AMD Ryzen 5 9600X
Let’s face it, this is the Ryzen you’re going to buy.
The first salvo of AMD’s Zen 5 Ryzen 9000 processors are here. The new chips span from the £269 six-core 12-thread Ryzen 5 9600X to the £594 16-core 32-thread Ryzen 9 9950X, covering the same segments as the prior-gen Zen 4 Ryzen 7000s. The chips have the same core counts as their predecessors, with a new architecture offering significant performance and efficiency improvements. The Ryzen 9000 chips drop into the existing AM5 socket, which AMD will support until at least 2027.
The Ryzen 5 9600X replaces the Ryzen 5 7600X in the £300 price bracket. Pricing-wise, the 9600X contends directly with Intel’s Core i5-14600K, a lacklustre Raptor Lake Refresh family member that offers little over its predecessor, the Core i5-13600K. The Ryzen 5 9600X gets a slight 100MHz clock rate increase to a 5.4GHz boost, but the company also dialled the base clock back by 800MHz, which helps reduce the TDP. The move to the TSMC 4nm process and the efficiency of the Zen 5 architecture allowed AMD to drastically reduce the 9600X’s rating to 65/88W, a 40% reduction. Coupled with the amount of performance the company manages to wring from the silicon, AMD says the lower power consumption leads to a 22% gain in power efficiency (perf-per-watt). The £269 Ryzen 5 9600X delivers strong processing at its price point. At stock settings, the £300 Core i5-14600K is 4% faster in 1080p gaming. Bear in mind that the Ryzen 5 9600X delivers these results from within a 65W TDP envelope.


#### Your task
All lines from the one bearing "The image size" through the end of the data below must be printed exactly as they stand, with pictures removed.
________________
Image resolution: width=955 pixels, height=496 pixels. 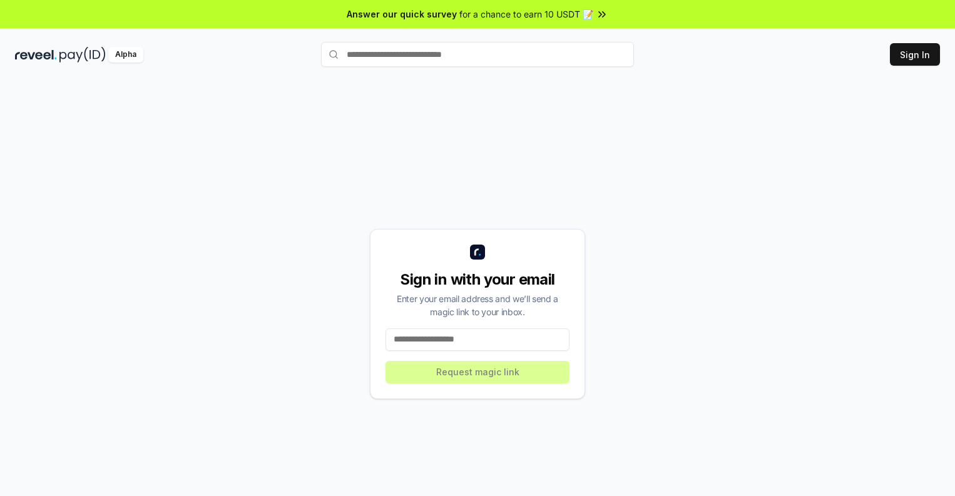 What do you see at coordinates (36, 54) in the screenshot?
I see `img: reveel_dark` at bounding box center [36, 54].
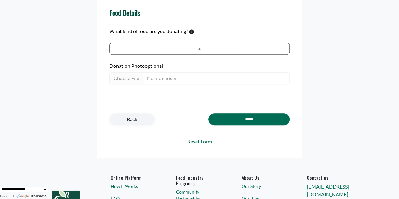  What do you see at coordinates (199, 142) in the screenshot?
I see `a: Reset Form` at bounding box center [199, 142].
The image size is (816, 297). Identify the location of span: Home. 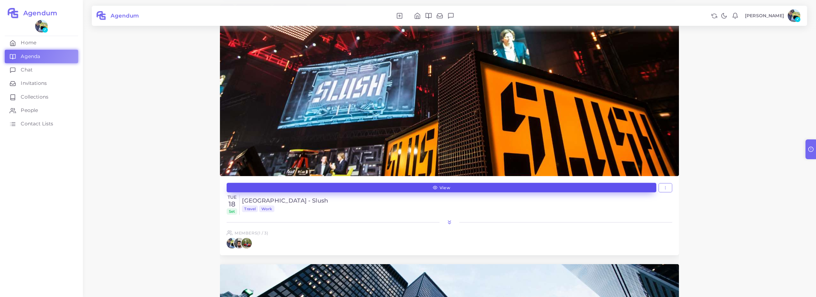
(28, 43).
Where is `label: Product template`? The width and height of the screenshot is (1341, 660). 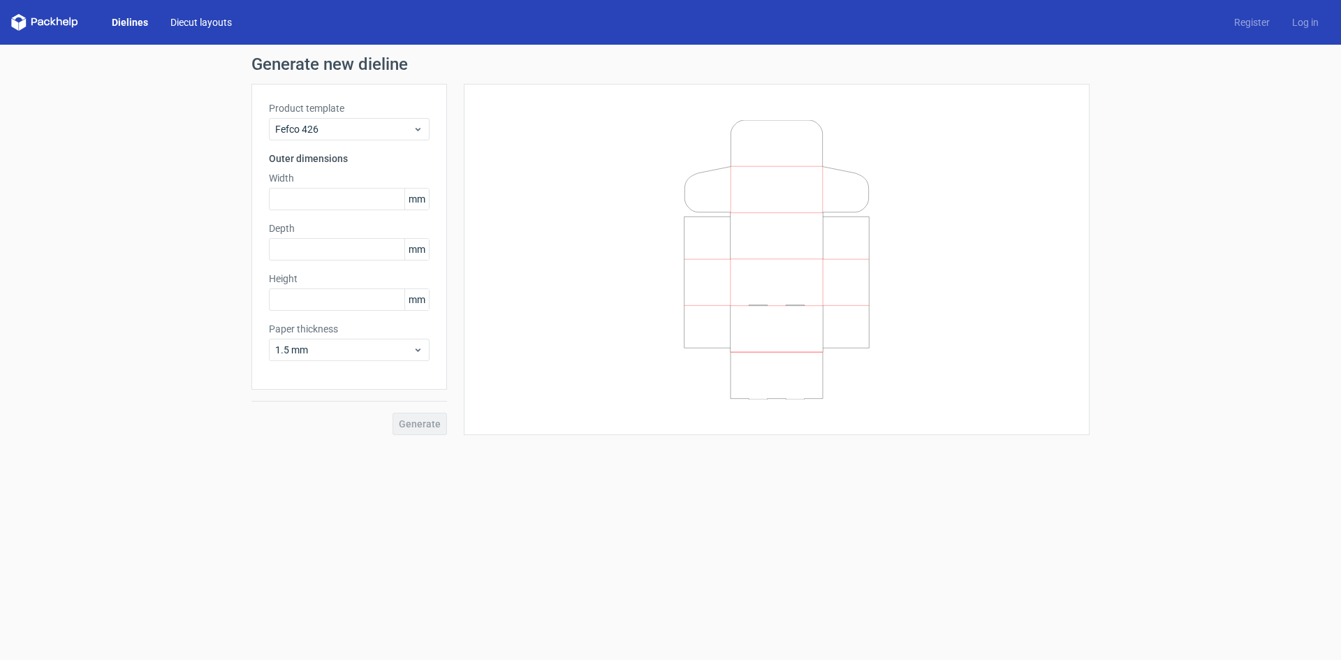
________________
#### Problem solution
The image size is (816, 297). Identify the location of span: Home. 
(28, 43).
Where is `label: Product template`? The width and height of the screenshot is (1341, 660). 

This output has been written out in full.